>In the latest issue of Left Business Observer, Doug Henwood announces that
>"the worst of the world financial crisis is over." Leaving aside the
>question of whether the underlying economic crisis is over, one is must ask
>what Doug's definition of crisis is. If the world's markets are at record
>levels, including the battered Asian markets, but the level of economic
>activity is at Great Depression levels for most of the world, then does the
>term "crisis" have relevance?
Lou, you're quoting me very selectively here, starting from the first sentence. I don't want to give away the whole article, but a few excerpts will give a fuller taste:
<excerpts> It may be that the worst of the world financial crisis is over....
There's no doubt that the [bailout] job is a big one, and you could poke endlessly at any optimistic projection....
Though Asian stock and currency markets have found some peace, it's likely to be a few years before their real economies recover....
Brazil could always blow....
The Russian situation is very murky....
Anything can happen....
[I]nternational bailouts work by shifting most of the costs to the working and middle classes of the debtor countries....
Even if the crisis phase is over, something does seem to have changed....
...Still more questions than answers. </excerpts>
>I would argue that it does and that, furthermore, Doug should pay a little
>less attention to the financial pages and more to reportage on, for
>example, the devastation wrought by Hurricane Mitch.
I don't know how many times I have to repeat this, but I'll do it once more, in caps even: JUST BECAUSE THE ACUTE PHASE OF A FINANCIAL CRISIS HAS PASSED DOESN'T MEAN THAT EVERYTHING IS HUNKY-DORY. CAPITALISM, EVEN WHEN IT IS WORKING "WELL," IS AN ENORMOUSLY DESTRUCTIVE AND POLARIZING SYSTEM. BUT PRODUCING DEVASTATION ALONGSIDE WEALTH ISN'T A "CRISIS" - IT'S NORMAL OPERATING PROCEDURE.
As I said in the article to which this one was an update (shortly to appear on the LBO website):
"Themes of ecological crisis haunt the financial one. Each of the first eight months of the year broke previous temperature records. When Asia was breaking apart last summer, massive fires were burning in Indonesia, smogging the whole region. Now floods, aided by rampant clear-cutting of forests, are swallowing up huge hunks of China. As of early September, Brazil - a country on the verge of financial crisis - was host to 27,000 drought-fed wildfires. Always quick to turn distress into loans, the World Bank was quick to offer help to Brazil under its new Disaster Management Facility, established in July "with the aim of creating a more comprehensive and rapid response to natural disaster emergencies," including "a program on market incentives for investments in activities to prepare for natural disasters." In its press release, the Bank didn't comment on the contribution of Bank-financed dams, highways, industrial projects, or farming practices to so-called natural disasters....
And the various ecological disasters accompanying the panic should remind us that you can't externalize the natural costs of production forever; at some point - like now - they're going to bite back. It's a lot harder to bail out an ecosystem than a hedge fund...."
The only way I'd change that passage today, two months later, is to add some comments on the human causes of Mitch.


> [EXERCISE]: Would you reproduce every record exactly, leaving out the pictures?

[Data records]
──────────────────────────────

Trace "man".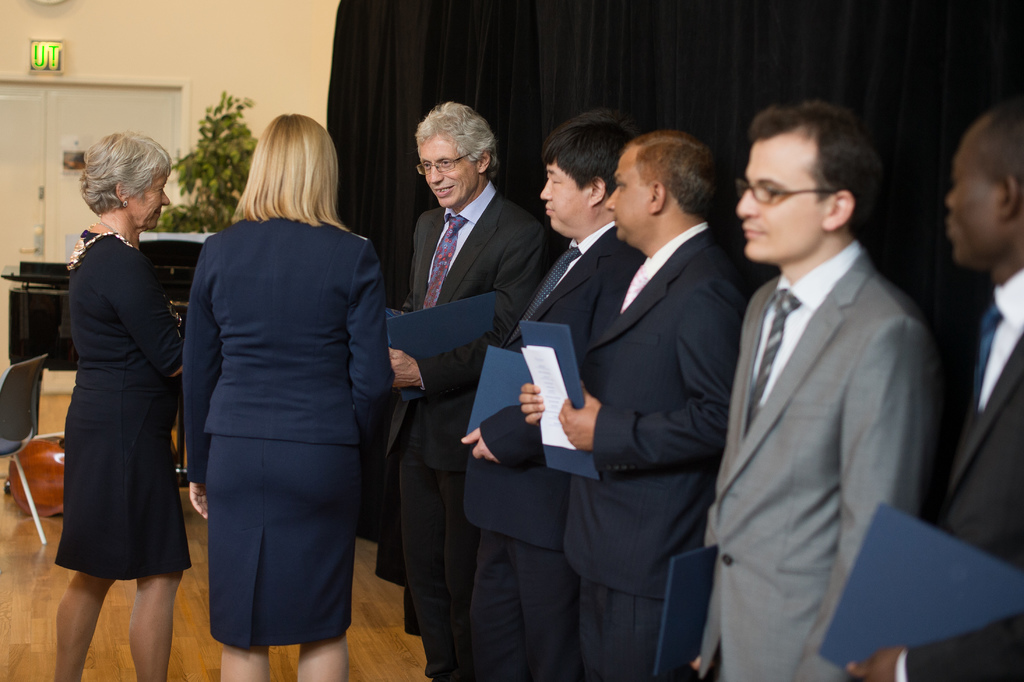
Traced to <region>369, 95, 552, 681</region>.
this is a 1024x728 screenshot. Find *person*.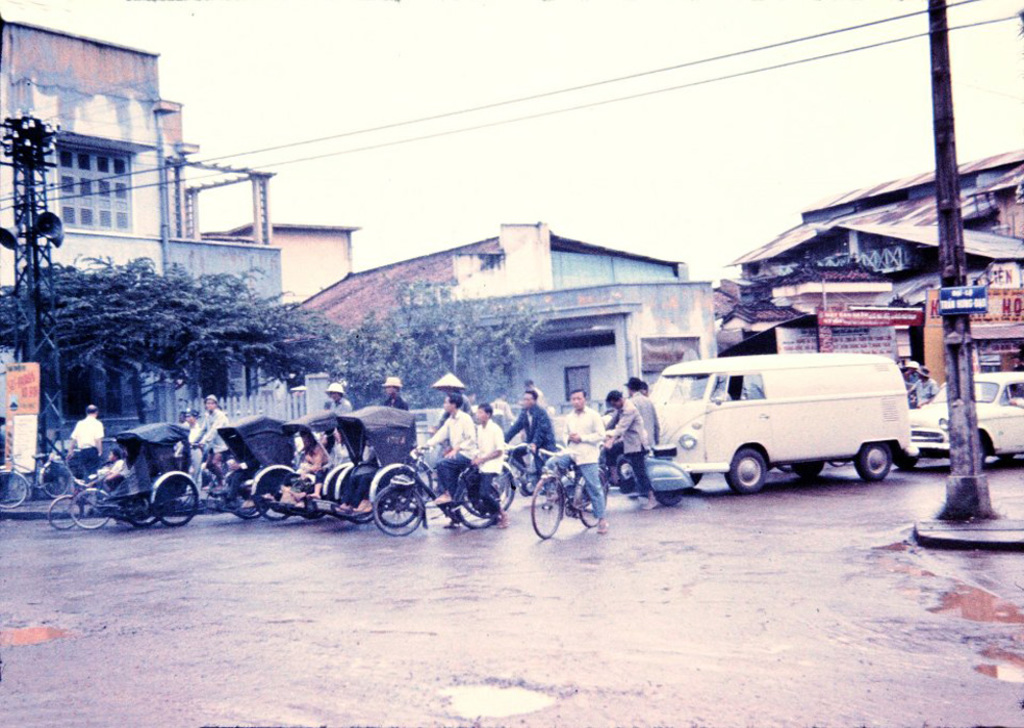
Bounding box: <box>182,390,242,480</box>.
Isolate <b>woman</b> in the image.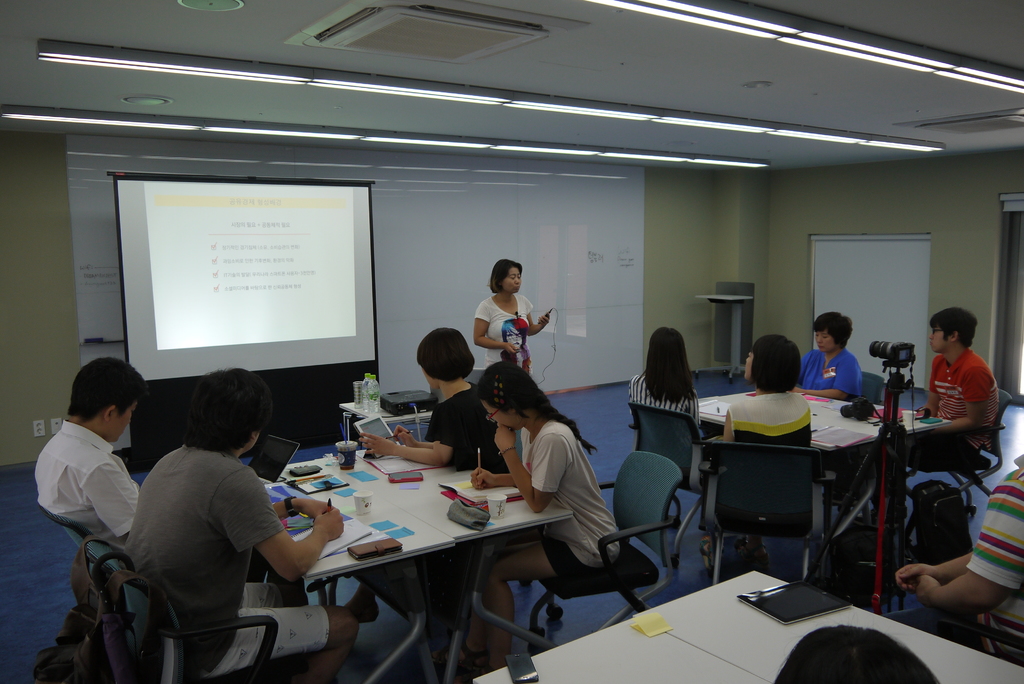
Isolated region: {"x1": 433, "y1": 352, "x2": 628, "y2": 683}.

──────────────────────────────

> [RESPONSE BOX]:
Trace "man".
Traced to <region>369, 95, 552, 681</region>.
this is a 1024x728 screenshot. Find *person*.
Bounding box: <box>182,390,242,480</box>.
Isolate <b>woman</b> in the image.
Isolated region: {"x1": 433, "y1": 352, "x2": 628, "y2": 683}.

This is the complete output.